Thursday, July 17, 2008

Sailer, Douthat and comments

Now, I finally see the cause of Ross Douthat's new "purge the comments" policy. Monday, Douthat acknowledged that he had used some research from Steve Sailer without proper attribution.

Sailer, a frequent contributor to VDare, is unfraid of the PC police (who've done about all the damage they could do to him by now). It appears that the Douthat-Sailer connection has put Douthat into a cross-current between two forces:
  • Leftists who are excoriating Douthat as a crypto-racist for using material from Sailer, who has written some very blunt things about race.
  • VDare readers who are excoriating Douthat as a wussified sellout for failing to be as blunt as Sailer is about the interaction of race, immigration, economics and politics.
Earlier, before I realized what was going on, I was sneering at Douthat for being a typical Harvard intellectual snob. Don't get me wrong, I still have a real chip on my shoulder about Ivy League elitists who presume to talk of the working class, but now that I see what Douthat's gotten himself into the middle of, I feel sorry for him.

Here he is, a perfectly respectable Harvard-educated conservative whiz kid, with a new book that's getting lots of critical buzz. Suddenly, he finds himself tagged as a plagiarist and a fellow traveler of racists.

Well, I still doubt I'll make it down to DuPont Circle for Douthat's swanky shindig tonight, but God help the poor boy now. Doubt he'll slum over here to read this (Harvard types don't do Blogspot) but if he did, my advice would be:
  • 1. Stay to the right of the Left. Don't try to get into a one-upmanship situation where you're trying to outdo them in multicultural enthusiasm. You can't win that fight.
  • 2. Avoid arguments with Paleos. Those guys play for keeps and (as Joan Jett said) they don't give a damn about their bad reputations.
  • 3. Keep your friends close, and your Neocons closer. This is the flip-side of my advice about the Paleos. Whatever your quarrels with the Neos, avoid making any outright enemies, or next thing you know, you're an "Unpatriotic Conservative" and NRO will dump you like yesterday's garbage.
I know, I know -- my routine bitching about Bill Kristol is a violation of Rule 3, but once a Republican gets a column in the New York Times, nobody in the movement trusts him anymore and he's too big to notice a mere blogger. So there's not really a downside to slamming Kristol now, movement-wise.

Also, I suppose the little thing between me and Clark Stooksbury could be viewed as violation of Rule 2, but Stooksbury started that. Stooksbury is a fan of Dreher, and I panned Crunchy Cons, so Stooksbury considers me evil. But if I've made a mortal enemy by criticizing the Buddhist economics (!) of Crunchy Cons from an Austrian perspective, I don't know what can be done to remedy the problem. When it comes to economics, Mises and Hayek are right and Buddhists are wrong.

At any rate, the key to navigating the kind of situation Douthat appears to have gotten himself into is to remember: You are a conservative. Conservatives are your friends. Liberals are not your friends and don't want to be your friends. Never risk alienating conservatives by attempting to appease the liberals.

If it all goes sideways, however, and Douthat ends up as persona non grata amongst his respectable conservative (former) friends, my advice is: Libertarianism.

No one can ever be kicked out of libertarianism, because no one's in charge, and there's like a Baskin-Robbins assortment of factions. However radical you become, you can always find some fringe anarchist splinter that will take you in. It's a come-as-you-are movement. There's probably even some Buddhist libertarians, but that's not my fault.

UPDATE: Having read the column in which Sailer takes credit for his own ideas in the Douthat/Reihan book, I now hate Douthat a little less. But he's still Harvard, so I still hate him. Harvard, New York Times, PBS, AFL-CIO, al Qaeda -- part of my short list of institutions that qualify everyone associated with them for automatic hatred.

5 comments:

  1. Geez, until the end I thought that you might have something to say....

    But no, just another crank with a good vocabulary.

    ReplyDelete
  2. What is it about right wing bloggers that impels them to use pompous french expressions?

    Bon vivant. Raconteur. (In Douthat's case) a frisson of regret over Independencce for England.

    Do you guys listen to yourselves?

    ReplyDelete
  3. But he's still Harvard, so I still hate him.

    Please, please tell me you're being sarcastic.

    DU

    ReplyDelete
  4. RSM:
    Great to see this blog. It's J. Scriven (formally from CUC, now living in France).

    As you know, I don't agree with much you say, but always fun to read a 'friend's' opinions.

    Best.

    ReplyDelete
  5. These guys concentrate on precisely the wrong issues to win blue collar voters.

    The GOP needs to emphasize Nanny-state issues, stuff that pisses blue collar guys off, like friggin' seat belt laws, lower speed limits, restrictions on internet gaming and gambling in general, and affirmative action quotas.

    Blue collar guys are essentially libertarians, not looking for a government hand-out as these two New England Nerds would like to suggest.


• **Problem requirements**:
Within the material below, filter for lines that hold the word "swatch".
▼
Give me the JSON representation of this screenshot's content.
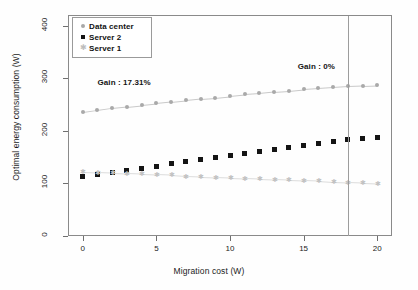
{
  "chart_data": {
    "type": "scatter",
    "title": "",
    "xlabel": "Migration cost (W)",
    "ylabel": "Optimal energy consumption (W)",
    "xlim": [
      -1,
      21
    ],
    "ylim": [
      0,
      420
    ],
    "xticks": [
      0,
      5,
      10,
      15,
      20
    ],
    "yticks": [
      0,
      100,
      200,
      300,
      400
    ],
    "grid": false,
    "legend_position": "top-left",
    "x": [
      0,
      1,
      2,
      3,
      4,
      5,
      6,
      7,
      8,
      9,
      10,
      11,
      12,
      13,
      14,
      15,
      16,
      17,
      18,
      19,
      20
    ],
    "series": [
      {
        "name": "Data center",
        "marker": "circle",
        "color": "#a9a9a9",
        "linestyle": "dotted",
        "values": [
          235,
          239,
          243,
          246,
          249,
          252,
          255,
          258,
          261,
          263,
          266,
          269,
          271,
          274,
          276,
          279,
          281,
          283,
          285,
          286,
          287
        ]
      },
      {
        "name": "Server 2",
        "marker": "square",
        "color": "#141414",
        "linestyle": "none",
        "values": [
          113,
          117,
          121,
          125,
          129,
          133,
          137,
          141,
          145,
          149,
          153,
          157,
          161,
          165,
          169,
          172,
          176,
          180,
          183,
          186,
          187
        ]
      },
      {
        "name": "Server 1",
        "marker": "cross",
        "color": "#c2c2c2",
        "linestyle": "dotted",
        "values": [
          122,
          121,
          120,
          119,
          118,
          117,
          116,
          114,
          113,
          112,
          111,
          110,
          109,
          108,
          107,
          106,
          105,
          103,
          102,
          101,
          100
        ]
      }
    ],
    "annotations": [
      {
        "text": "Gain : 17.31%",
        "x": 1.0,
        "y": 300,
        "name": "gain-left"
      },
      {
        "text": "Gain : 0%",
        "x": 14.6,
        "y": 330,
        "name": "gain-right"
      }
    ],
    "reference_lines": [
      {
        "orientation": "vertical",
        "x": 18,
        "color": "#9d9d9d"
      }
    ]
  },
  "legend": {
    "items": [
      {
        "label": "Data center",
        "marker": "circle-icon"
      },
      {
        "label": "Server 2",
        "marker": "square-icon"
      },
      {
        "label": "Server 1",
        "marker": "cross-icon"
      }
    ]
  },
  "axes": {
    "ylabel": "Optimal energy consumption (W)",
    "xlabel": "Migration cost (W)",
    "ytick_labels": [
      "0",
      "100",
      "200",
      "300",
      "400"
    ],
    "xtick_labels": [
      "0",
      "5",
      "10",
      "15",
      "20"
    ]
  },
  "annotations": {
    "gain_left": "Gain : 17.31%",
    "gain_right": "Gain : 0%"
  },
  "colors": {
    "data_center": "#a9a9a9",
    "server_2": "#141414",
    "server_1": "#c2c2c2",
    "axis": "#8a8a8a",
    "text": "#1b1b1b",
    "reference_line": "#9d9d9d",
    "background": "#fefefe"
  }
}
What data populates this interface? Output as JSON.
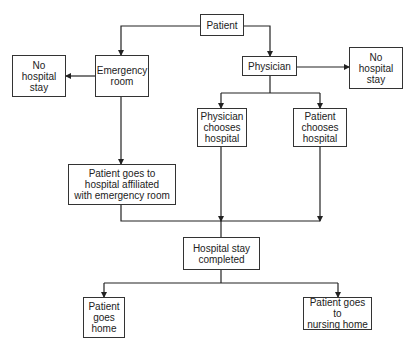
{
  "diagram": {
    "type": "flowchart",
    "nodes": {
      "patient": {
        "label": "Patient"
      },
      "emergency_room": {
        "label": "Emergency\nroom"
      },
      "no_stay_left": {
        "label": "No\nhospital\nstay"
      },
      "physician": {
        "label": "Physician"
      },
      "no_stay_right": {
        "label": "No\nhospital\nstay"
      },
      "physician_chooses": {
        "label": "Physician\nchooses\nhospital"
      },
      "patient_chooses": {
        "label": "Patient\nchooses\nhospital"
      },
      "affiliated": {
        "label": "Patient goes to\nhospital affiliated\nwith emergency room"
      },
      "stay_completed": {
        "label": "Hospital stay\ncompleted"
      },
      "goes_home": {
        "label": "Patient\ngoes\nhome"
      },
      "nursing_home": {
        "label": "Patient goes to\nnursing home"
      }
    },
    "edges": [
      [
        "patient",
        "emergency_room"
      ],
      [
        "patient",
        "physician"
      ],
      [
        "emergency_room",
        "no_stay_left"
      ],
      [
        "emergency_room",
        "affiliated"
      ],
      [
        "physician",
        "no_stay_right"
      ],
      [
        "physician",
        "physician_chooses"
      ],
      [
        "physician",
        "patient_chooses"
      ],
      [
        "affiliated",
        "stay_completed"
      ],
      [
        "physician_chooses",
        "stay_completed"
      ],
      [
        "patient_chooses",
        "stay_completed"
      ],
      [
        "stay_completed",
        "goes_home"
      ],
      [
        "stay_completed",
        "nursing_home"
      ]
    ]
  }
}
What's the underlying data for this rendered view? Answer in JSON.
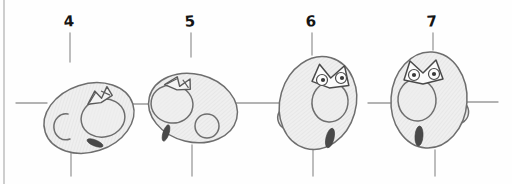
{
  "sheet": {
    "title": "Head Rotation Sketch Sheet",
    "medium": "pencil sketch",
    "width": 512,
    "height": 184,
    "background_color": "#fefefe",
    "left_border": {
      "name": "sheet-left-border",
      "x": 4,
      "y1": 0,
      "y2": 184,
      "color": "#b9b9b9",
      "width": 1.4
    },
    "palette": {
      "paper": "#fefefe",
      "ink": "#6e6e6e",
      "ink_dark": "#4a4a4a",
      "shade_fill": "#eeeeee",
      "shade_fill_dark": "#e2e2e2",
      "pupil": "#3a3a3a",
      "guide": "#9a9a9a",
      "label_text": "#151515"
    }
  },
  "guides": {
    "name": "registration-crosshairs",
    "horizontal_center_y": 103,
    "horizontal_color": "#9a9a9a",
    "horizontal_width": 1.3,
    "vertical_color": "#9a9a9a",
    "vertical_width": 1.3,
    "tick_top_y1": 33,
    "tick_top_y2": 62,
    "tick_bottom_y1": 148,
    "tick_bottom_y2": 176,
    "horizontal_segments": [
      {
        "x1": 16,
        "x2": 47
      },
      {
        "x1": 133,
        "x2": 155
      },
      {
        "x1": 229,
        "x2": 283
      },
      {
        "x1": 368,
        "x2": 398
      },
      {
        "x1": 466,
        "x2": 498
      }
    ]
  },
  "frames": [
    {
      "label": "4",
      "label_x": 69,
      "label_y": 22,
      "guide_x": 70,
      "pose": "three-quarter-back, tilted",
      "head": {
        "cx": 89,
        "cy": 118,
        "rx": 46,
        "ry": 34,
        "rotation": -18
      },
      "ear": {
        "type": "c-shape",
        "cx": 60,
        "cy": 126,
        "r": 12,
        "rotation": 20
      },
      "mouth": {
        "type": "open-circle",
        "cx": 103,
        "cy": 118,
        "rx": 22,
        "ry": 19,
        "rotation": -12
      },
      "brow": {
        "type": "angry-v-back",
        "cx": 97,
        "cy": 96,
        "scale": 1.0,
        "rotation": -18
      },
      "eye_dark": {
        "cx": 95,
        "cy": 143,
        "rx": 8,
        "ry": 3,
        "rotation": 22
      }
    },
    {
      "label": "5",
      "label_x": 190,
      "label_y": 22,
      "guide_x": 191,
      "pose": "three-quarter-back mirrored, tilted",
      "head": {
        "cx": 193,
        "cy": 108,
        "rx": 45,
        "ry": 34,
        "rotation": 14
      },
      "ear": {
        "type": "o-shape",
        "cx": 206,
        "cy": 126,
        "r": 12,
        "rotation": 0
      },
      "mouth": {
        "type": "open-circle",
        "cx": 172,
        "cy": 104,
        "rx": 21,
        "ry": 19,
        "rotation": 10
      },
      "brow": {
        "type": "angry-v-back",
        "cx": 177,
        "cy": 83,
        "scale": 1.0,
        "rotation": 12
      },
      "eye_dark": {
        "cx": 166,
        "cy": 133,
        "rx": 3,
        "ry": 8,
        "rotation": 18
      }
    },
    {
      "label": "6",
      "label_x": 311,
      "label_y": 22,
      "guide_x": 312,
      "pose": "three-quarter front, left ear",
      "head": {
        "cx": 318,
        "cy": 103,
        "rx": 38,
        "ry": 47,
        "rotation": 16
      },
      "ear": {
        "type": "bump-left",
        "cx": 285,
        "cy": 115,
        "r": 11
      },
      "brow": {
        "type": "angry-v-front",
        "cx": 331,
        "cy": 73,
        "scale": 1.0,
        "rotation": 10
      },
      "eyes": [
        {
          "cx": 322,
          "cy": 79,
          "r": 5.5,
          "pupil_r": 2.0
        },
        {
          "cx": 340,
          "cy": 77,
          "r": 5.5,
          "pupil_r": 2.0
        }
      ],
      "mouth": {
        "type": "open-oval",
        "cx": 330,
        "cy": 102,
        "rx": 18,
        "ry": 20,
        "rotation": 8
      },
      "chin_dark": {
        "cx": 330,
        "cy": 138,
        "rx": 4,
        "ry": 10,
        "rotation": 14
      }
    },
    {
      "label": "7",
      "label_x": 432,
      "label_y": 22,
      "guide_x": 433,
      "pose": "near-frontal, right ear",
      "head": {
        "cx": 429,
        "cy": 100,
        "rx": 38,
        "ry": 48,
        "rotation": 4
      },
      "ear": {
        "type": "bump-right",
        "cx": 464,
        "cy": 110,
        "r": 11
      },
      "brow": {
        "type": "angry-v-front",
        "cx": 424,
        "cy": 68,
        "scale": 1.0,
        "rotation": 0
      },
      "eyes": [
        {
          "cx": 414,
          "cy": 74,
          "r": 5.5,
          "pupil_r": 2.0
        },
        {
          "cx": 434,
          "cy": 74,
          "r": 5.5,
          "pupil_r": 2.0
        }
      ],
      "mouth": {
        "type": "open-oval",
        "cx": 417,
        "cy": 100,
        "rx": 19,
        "ry": 21,
        "rotation": -4
      },
      "chin_dark": {
        "cx": 419,
        "cy": 136,
        "rx": 4,
        "ry": 10,
        "rotation": 4
      }
    }
  ]
}
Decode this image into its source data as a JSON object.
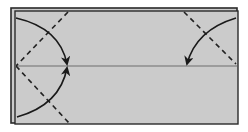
{
  "diagram": {
    "type": "origami-fold-instructions",
    "colors": {
      "paper": "#cbcbcb",
      "outline": "#2a2a2a",
      "crease": "#8c8c8c",
      "fold_line": "#222222",
      "arrow": "#1a1a1a"
    },
    "paper": {
      "back_layer": {
        "x": 11,
        "y": 8,
        "w": 226,
        "h": 115
      },
      "front_layer": {
        "x": 15,
        "y": 11,
        "w": 223,
        "h": 113
      }
    },
    "center_crease": {
      "y": 66,
      "x1": 15,
      "x2": 237
    },
    "valley_folds": [
      {
        "name": "top-left-diagonal",
        "x1": 68,
        "y1": 12,
        "x2": 16,
        "y2": 66
      },
      {
        "name": "bottom-left-diagonal",
        "x1": 16,
        "y1": 66,
        "x2": 69,
        "y2": 123
      },
      {
        "name": "top-right-diagonal",
        "x1": 184,
        "y1": 12,
        "x2": 236,
        "y2": 64
      }
    ],
    "arrows": [
      {
        "name": "fold-top-left-corner-arrow",
        "path": "M16 18 Q60 28 67 64"
      },
      {
        "name": "fold-bottom-left-corner-arrow",
        "path": "M17 117 Q60 105 67 68"
      },
      {
        "name": "fold-top-right-corner-arrow",
        "path": "M236 18 Q196 30 187 64"
      }
    ]
  }
}
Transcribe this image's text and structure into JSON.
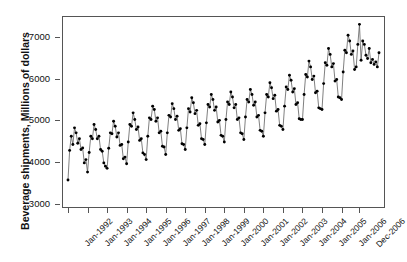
{
  "chart_data": {
    "type": "line",
    "title": "",
    "subtitle": "",
    "xlabel": "",
    "ylabel": "Beverage shipments, Millions of dollars",
    "ylim": [
      2900,
      7500
    ],
    "yticks": [
      3000,
      4000,
      5000,
      6000,
      7000
    ],
    "ytick_labels": [
      "3000",
      "4000",
      "5000",
      "6000",
      "7000"
    ],
    "xtick_labels": [
      "Jan-1992",
      "Jan-1993",
      "Jan-1994",
      "Jan-1995",
      "Jan-1996",
      "Jan-1997",
      "Jan-1998",
      "Jan-1999",
      "Jan-2000",
      "Jan-2001",
      "Jan-2002",
      "Jan-2003",
      "Jan-2004",
      "Jan-2005",
      "Jan-2006",
      "Dec-2006"
    ],
    "xtick_indices": [
      0,
      12,
      24,
      36,
      48,
      60,
      72,
      84,
      96,
      108,
      120,
      132,
      144,
      156,
      168,
      179
    ],
    "grid": false,
    "legend": "none",
    "marker": "filled-circle",
    "marker_color": "#000000",
    "line_color": "#555555",
    "frame_color": "#555555",
    "background": "#ffffff",
    "x_start": "Jan-1992",
    "x_end": "Dec-2006",
    "n_points": 180,
    "series": [
      {
        "name": "Beverage shipments",
        "values": [
          3570,
          4280,
          4620,
          4420,
          4820,
          4700,
          4450,
          4560,
          4300,
          4340,
          3980,
          4060,
          3760,
          4230,
          4620,
          4560,
          4900,
          4780,
          4560,
          4620,
          4300,
          4260,
          3980,
          3900,
          3850,
          4330,
          4700,
          4680,
          4980,
          4860,
          4600,
          4700,
          4400,
          4420,
          4080,
          4120,
          3960,
          4480,
          4900,
          4860,
          5180,
          5020,
          4780,
          4840,
          4520,
          4560,
          4220,
          4180,
          4060,
          4620,
          5060,
          5020,
          5340,
          5260,
          4980,
          5060,
          4700,
          4740,
          4380,
          4360,
          4180,
          4700,
          5120,
          5080,
          5400,
          5280,
          5020,
          5100,
          4760,
          4800,
          4440,
          4420,
          4300,
          4820,
          5280,
          5200,
          5540,
          5420,
          5160,
          5240,
          4880,
          4920,
          4560,
          4540,
          4420,
          4940,
          5380,
          5320,
          5620,
          5500,
          5240,
          5320,
          4960,
          5000,
          4640,
          4620,
          4480,
          5020,
          5440,
          5380,
          5680,
          5560,
          5300,
          5380,
          5020,
          5060,
          4700,
          4680,
          4540,
          5080,
          5500,
          5440,
          5740,
          5620,
          5360,
          5440,
          5080,
          5120,
          4760,
          4740,
          4620,
          5180,
          5620,
          5560,
          5900,
          5780,
          5520,
          5600,
          5220,
          5260,
          4880,
          4860,
          4780,
          5340,
          5800,
          5740,
          6080,
          5960,
          5680,
          5760,
          5380,
          5420,
          5040,
          5020,
          5020,
          5620,
          6100,
          6040,
          6420,
          6280,
          5980,
          6060,
          5660,
          5700,
          5300,
          5280,
          5260,
          5880,
          6380,
          6320,
          6720,
          6580,
          6280,
          6360,
          5940,
          5980,
          5560,
          5540,
          5500,
          6160,
          6680,
          6620,
          7040,
          6900,
          6580,
          6660,
          6220,
          6280,
          6820,
          7300,
          6440,
          6900,
          6820,
          6560,
          6480,
          6720,
          6380,
          6460,
          6340,
          6400,
          6280,
          6620
        ]
      }
    ]
  }
}
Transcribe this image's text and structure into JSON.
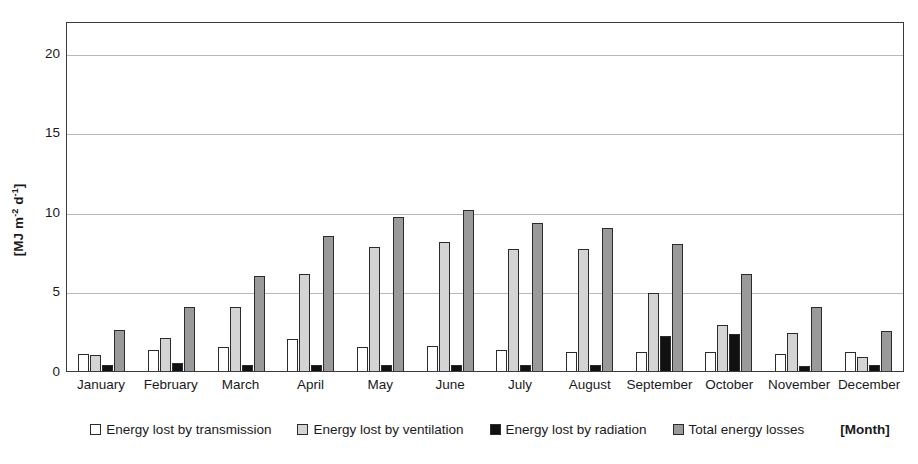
{
  "chart_data": {
    "type": "bar",
    "title": "",
    "xlabel": "[Month]",
    "ylabel": "[MJ m-2 d-1]",
    "ylabel_parts": {
      "prefix": "[MJ m",
      "sup1": "-2",
      "mid": " d",
      "sup2": "-1",
      "suffix": "]"
    },
    "ylim": [
      0,
      22
    ],
    "yticks": [
      0,
      5,
      10,
      15,
      20
    ],
    "grid": true,
    "legend_position": "bottom",
    "categories": [
      "January",
      "February",
      "March",
      "April",
      "May",
      "June",
      "July",
      "August",
      "September",
      "October",
      "November",
      "December"
    ],
    "series": [
      {
        "name": "Energy lost by transmission",
        "color": "#ffffff",
        "values": [
          1.1,
          1.3,
          1.5,
          2.0,
          1.5,
          1.6,
          1.3,
          1.2,
          1.2,
          1.2,
          1.1,
          1.2
        ]
      },
      {
        "name": "Energy lost by ventilation",
        "color": "#d4d4d4",
        "values": [
          1.0,
          2.1,
          4.0,
          6.1,
          7.8,
          8.1,
          7.7,
          7.7,
          4.9,
          2.9,
          2.4,
          0.9
        ]
      },
      {
        "name": "Energy lost by radiation",
        "color": "#111111",
        "values": [
          0.4,
          0.5,
          0.4,
          0.4,
          0.4,
          0.4,
          0.4,
          0.4,
          2.2,
          2.3,
          0.3,
          0.4
        ]
      },
      {
        "name": "Total energy losses",
        "color": "#9a9a9a",
        "values": [
          2.6,
          4.0,
          6.0,
          8.5,
          9.7,
          10.1,
          9.3,
          9.0,
          8.0,
          6.1,
          4.0,
          2.5
        ]
      }
    ]
  },
  "legend": {
    "items": [
      {
        "label": "Energy lost by transmission",
        "swatch": "#ffffff"
      },
      {
        "label": "Energy lost by ventilation",
        "swatch": "#d4d4d4"
      },
      {
        "label": "Energy lost by radiation",
        "swatch": "#111111"
      },
      {
        "label": "Total energy losses",
        "swatch": "#9a9a9a"
      }
    ],
    "axis_label": "[Month]"
  }
}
▲
• **Response area**:
        "swatch": "#ffffff"
        "swatch": "#d4d4d4"
        "swatch": "#111111"
        "swatch": "#9a9a9a"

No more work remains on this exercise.